SUNDAY night’s (Monday in Manila) Super Bowl and Bad Bunny fell short of setting records for most watched US broadcast and halftime show.
Seattle’s 29-13 victory over New England averaged 124.9 million viewers on NBC, Peacock, Telemundo, NBC Sports Digital, and NFL+, according to Nielsen’s Big Data + Panel rating system.
That fell short of the 127.7 million US viewers that tuned in for Philadelphia’s 40-22 victory over Kansas City last year on Fox.
Bad Bunny’s halftime show averaged 128.2 million viewers from 8:15-8:30 p.m. Eastern. That would make it the fourth-most watched halftime behind Kendrick Lamar (133.5 million, 2025), Michael Jackson (133.4 million, 1993), and Usher (129.3 million, 2024).
Full global viewership for the halftime show is expected to be available early next week. Cardi B was part of Bad Bunny’s Super Bowl halftime show. What she did exactly, well, that turned into a perplexing question for two major prediction markets.
At least one Kalshi trader filed a complaint with the Commodity Futures Trading Commission over how the prediction market handled Sunday’s appearance by the Grammy-winning rapper. The result of a similar event contract on Polymarket also drew the ire of some users on that platform.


• What is needed:
Within the listing that follows, how many lines contain the word "swatch"? Only the number is wanted.

===

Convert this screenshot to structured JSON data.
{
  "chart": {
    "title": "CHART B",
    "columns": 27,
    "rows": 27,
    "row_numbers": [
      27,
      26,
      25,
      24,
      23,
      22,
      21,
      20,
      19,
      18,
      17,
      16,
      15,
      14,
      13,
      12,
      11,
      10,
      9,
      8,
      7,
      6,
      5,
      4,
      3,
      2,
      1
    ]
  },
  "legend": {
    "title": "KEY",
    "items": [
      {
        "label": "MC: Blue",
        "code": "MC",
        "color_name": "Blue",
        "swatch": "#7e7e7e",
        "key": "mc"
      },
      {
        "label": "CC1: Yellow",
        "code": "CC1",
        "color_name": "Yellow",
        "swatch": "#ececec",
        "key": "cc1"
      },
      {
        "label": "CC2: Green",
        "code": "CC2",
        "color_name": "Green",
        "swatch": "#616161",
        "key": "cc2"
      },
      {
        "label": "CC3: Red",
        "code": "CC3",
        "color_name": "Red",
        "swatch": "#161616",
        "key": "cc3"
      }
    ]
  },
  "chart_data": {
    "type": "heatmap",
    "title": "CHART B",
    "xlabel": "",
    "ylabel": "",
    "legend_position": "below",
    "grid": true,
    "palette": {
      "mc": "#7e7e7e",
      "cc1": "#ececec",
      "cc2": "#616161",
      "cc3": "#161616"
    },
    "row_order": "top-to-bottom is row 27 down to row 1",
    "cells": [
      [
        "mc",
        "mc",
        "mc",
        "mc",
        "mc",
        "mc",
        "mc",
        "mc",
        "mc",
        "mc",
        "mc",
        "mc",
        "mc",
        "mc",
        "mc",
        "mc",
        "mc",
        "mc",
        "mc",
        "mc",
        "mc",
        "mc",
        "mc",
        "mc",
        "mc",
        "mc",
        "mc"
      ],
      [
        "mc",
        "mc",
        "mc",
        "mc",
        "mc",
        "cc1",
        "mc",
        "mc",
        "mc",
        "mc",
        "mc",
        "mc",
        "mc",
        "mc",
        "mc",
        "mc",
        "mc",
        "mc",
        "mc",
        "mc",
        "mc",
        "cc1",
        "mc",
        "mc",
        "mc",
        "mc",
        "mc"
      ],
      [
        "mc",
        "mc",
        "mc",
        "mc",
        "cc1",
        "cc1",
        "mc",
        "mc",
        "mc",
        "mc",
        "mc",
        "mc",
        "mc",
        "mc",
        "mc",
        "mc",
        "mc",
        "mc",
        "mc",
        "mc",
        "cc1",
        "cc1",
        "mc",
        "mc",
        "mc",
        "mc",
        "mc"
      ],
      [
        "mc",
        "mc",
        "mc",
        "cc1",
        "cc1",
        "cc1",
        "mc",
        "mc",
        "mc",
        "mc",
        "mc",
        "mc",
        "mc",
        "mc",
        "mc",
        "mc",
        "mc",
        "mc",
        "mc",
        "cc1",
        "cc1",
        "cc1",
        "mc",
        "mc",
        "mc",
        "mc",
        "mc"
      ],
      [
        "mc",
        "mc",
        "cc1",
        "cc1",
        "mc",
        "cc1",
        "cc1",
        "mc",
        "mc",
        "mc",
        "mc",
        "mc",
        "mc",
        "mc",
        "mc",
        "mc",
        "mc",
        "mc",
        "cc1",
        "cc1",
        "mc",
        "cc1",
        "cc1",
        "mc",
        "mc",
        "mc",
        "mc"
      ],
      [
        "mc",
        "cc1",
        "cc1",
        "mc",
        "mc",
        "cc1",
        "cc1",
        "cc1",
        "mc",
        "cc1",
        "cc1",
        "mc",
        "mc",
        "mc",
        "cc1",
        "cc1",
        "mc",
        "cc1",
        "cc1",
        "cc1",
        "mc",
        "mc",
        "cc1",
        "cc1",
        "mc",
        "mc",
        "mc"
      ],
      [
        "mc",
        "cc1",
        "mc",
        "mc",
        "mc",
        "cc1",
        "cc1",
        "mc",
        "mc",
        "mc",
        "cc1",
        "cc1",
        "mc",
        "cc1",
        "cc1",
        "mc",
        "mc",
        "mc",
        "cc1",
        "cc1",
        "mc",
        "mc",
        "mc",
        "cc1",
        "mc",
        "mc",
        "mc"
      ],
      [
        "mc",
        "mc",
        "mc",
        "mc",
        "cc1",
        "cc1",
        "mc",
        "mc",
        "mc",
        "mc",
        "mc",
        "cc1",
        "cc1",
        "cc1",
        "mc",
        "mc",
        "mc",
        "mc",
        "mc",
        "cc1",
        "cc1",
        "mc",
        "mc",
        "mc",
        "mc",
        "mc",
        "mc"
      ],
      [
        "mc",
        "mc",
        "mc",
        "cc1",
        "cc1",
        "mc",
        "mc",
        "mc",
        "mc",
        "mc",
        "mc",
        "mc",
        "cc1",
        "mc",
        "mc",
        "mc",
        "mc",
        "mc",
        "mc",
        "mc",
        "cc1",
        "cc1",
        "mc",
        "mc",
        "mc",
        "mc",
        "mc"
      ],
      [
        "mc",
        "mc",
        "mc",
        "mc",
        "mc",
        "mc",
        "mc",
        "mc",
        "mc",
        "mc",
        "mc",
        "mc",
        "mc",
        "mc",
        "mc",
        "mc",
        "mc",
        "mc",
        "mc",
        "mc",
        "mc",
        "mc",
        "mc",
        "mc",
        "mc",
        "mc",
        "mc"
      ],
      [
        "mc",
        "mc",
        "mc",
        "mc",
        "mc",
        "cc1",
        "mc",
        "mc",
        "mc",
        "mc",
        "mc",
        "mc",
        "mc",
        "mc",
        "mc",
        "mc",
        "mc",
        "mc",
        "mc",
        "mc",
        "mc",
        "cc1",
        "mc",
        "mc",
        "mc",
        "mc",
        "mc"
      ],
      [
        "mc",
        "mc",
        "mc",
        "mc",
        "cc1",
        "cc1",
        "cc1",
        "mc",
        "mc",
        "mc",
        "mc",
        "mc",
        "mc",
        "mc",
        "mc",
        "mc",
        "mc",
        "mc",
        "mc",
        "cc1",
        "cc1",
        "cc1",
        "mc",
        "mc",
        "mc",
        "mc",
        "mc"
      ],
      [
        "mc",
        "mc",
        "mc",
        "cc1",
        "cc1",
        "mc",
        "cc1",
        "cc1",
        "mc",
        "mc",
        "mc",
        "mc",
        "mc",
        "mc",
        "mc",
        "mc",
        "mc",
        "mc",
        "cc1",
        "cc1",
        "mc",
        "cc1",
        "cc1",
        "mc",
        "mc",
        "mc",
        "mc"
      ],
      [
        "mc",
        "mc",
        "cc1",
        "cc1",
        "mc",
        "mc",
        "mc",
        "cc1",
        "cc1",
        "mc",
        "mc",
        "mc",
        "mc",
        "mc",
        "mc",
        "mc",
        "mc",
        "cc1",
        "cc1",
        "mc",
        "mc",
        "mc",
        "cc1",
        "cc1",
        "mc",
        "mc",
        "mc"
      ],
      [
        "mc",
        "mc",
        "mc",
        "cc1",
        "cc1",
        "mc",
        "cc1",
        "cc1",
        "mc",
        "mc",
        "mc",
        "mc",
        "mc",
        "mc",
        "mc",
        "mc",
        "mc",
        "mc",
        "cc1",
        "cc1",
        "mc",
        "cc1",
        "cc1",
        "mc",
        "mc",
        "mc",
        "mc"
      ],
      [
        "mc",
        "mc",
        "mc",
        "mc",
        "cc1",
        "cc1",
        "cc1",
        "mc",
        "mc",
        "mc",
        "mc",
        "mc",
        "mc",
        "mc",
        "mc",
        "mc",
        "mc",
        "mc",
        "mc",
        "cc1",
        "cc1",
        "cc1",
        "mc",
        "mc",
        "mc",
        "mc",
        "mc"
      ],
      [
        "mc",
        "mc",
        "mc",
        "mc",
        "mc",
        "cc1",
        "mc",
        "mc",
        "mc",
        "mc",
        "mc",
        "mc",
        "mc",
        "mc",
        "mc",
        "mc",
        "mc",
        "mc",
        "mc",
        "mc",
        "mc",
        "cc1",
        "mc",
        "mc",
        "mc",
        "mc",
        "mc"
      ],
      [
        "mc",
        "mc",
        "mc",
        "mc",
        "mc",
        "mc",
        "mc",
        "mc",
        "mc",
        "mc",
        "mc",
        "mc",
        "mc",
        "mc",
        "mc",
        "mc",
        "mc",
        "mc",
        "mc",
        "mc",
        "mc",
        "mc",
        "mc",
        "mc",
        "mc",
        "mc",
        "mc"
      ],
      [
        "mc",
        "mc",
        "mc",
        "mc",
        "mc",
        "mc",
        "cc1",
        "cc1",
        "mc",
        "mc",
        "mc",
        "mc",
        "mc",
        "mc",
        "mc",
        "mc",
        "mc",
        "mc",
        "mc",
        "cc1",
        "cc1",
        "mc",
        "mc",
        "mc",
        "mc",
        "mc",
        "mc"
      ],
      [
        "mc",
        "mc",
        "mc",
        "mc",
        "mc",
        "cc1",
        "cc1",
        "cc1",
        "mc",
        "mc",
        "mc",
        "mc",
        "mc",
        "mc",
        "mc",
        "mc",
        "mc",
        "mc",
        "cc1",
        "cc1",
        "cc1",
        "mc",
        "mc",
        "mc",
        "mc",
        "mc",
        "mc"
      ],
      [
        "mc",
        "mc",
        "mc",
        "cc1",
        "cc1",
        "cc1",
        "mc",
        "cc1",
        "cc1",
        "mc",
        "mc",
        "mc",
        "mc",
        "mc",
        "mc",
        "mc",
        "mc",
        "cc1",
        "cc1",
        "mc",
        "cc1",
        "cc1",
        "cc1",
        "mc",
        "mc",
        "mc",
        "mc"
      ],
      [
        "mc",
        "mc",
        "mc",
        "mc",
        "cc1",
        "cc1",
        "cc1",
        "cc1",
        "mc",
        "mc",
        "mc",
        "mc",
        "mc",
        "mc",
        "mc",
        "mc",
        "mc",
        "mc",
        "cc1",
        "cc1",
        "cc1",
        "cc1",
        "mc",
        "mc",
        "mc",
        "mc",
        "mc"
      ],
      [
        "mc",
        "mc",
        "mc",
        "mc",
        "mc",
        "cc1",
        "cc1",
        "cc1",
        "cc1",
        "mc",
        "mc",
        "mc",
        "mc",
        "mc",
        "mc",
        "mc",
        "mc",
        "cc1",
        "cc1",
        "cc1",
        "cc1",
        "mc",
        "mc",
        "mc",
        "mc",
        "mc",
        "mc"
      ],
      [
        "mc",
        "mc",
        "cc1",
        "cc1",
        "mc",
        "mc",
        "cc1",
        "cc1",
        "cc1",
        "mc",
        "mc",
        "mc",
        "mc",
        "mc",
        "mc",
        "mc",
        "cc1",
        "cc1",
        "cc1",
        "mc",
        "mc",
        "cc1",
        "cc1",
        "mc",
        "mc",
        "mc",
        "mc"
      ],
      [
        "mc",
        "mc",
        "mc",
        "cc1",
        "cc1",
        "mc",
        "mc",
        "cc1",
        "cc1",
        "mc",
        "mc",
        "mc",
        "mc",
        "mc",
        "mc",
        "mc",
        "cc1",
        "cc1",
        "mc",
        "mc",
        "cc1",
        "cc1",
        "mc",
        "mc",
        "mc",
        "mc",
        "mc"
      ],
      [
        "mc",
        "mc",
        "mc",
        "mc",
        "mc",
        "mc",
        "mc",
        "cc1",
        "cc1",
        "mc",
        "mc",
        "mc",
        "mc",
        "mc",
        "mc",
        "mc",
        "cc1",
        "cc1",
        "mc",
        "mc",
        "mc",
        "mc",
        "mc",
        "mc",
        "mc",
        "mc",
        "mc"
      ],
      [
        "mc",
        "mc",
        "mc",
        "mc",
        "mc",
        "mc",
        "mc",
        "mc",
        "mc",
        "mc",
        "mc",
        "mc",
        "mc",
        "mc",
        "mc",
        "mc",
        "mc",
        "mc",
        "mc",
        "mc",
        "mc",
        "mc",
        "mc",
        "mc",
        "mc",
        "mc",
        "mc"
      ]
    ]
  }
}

===

• Solution to the exercise:
4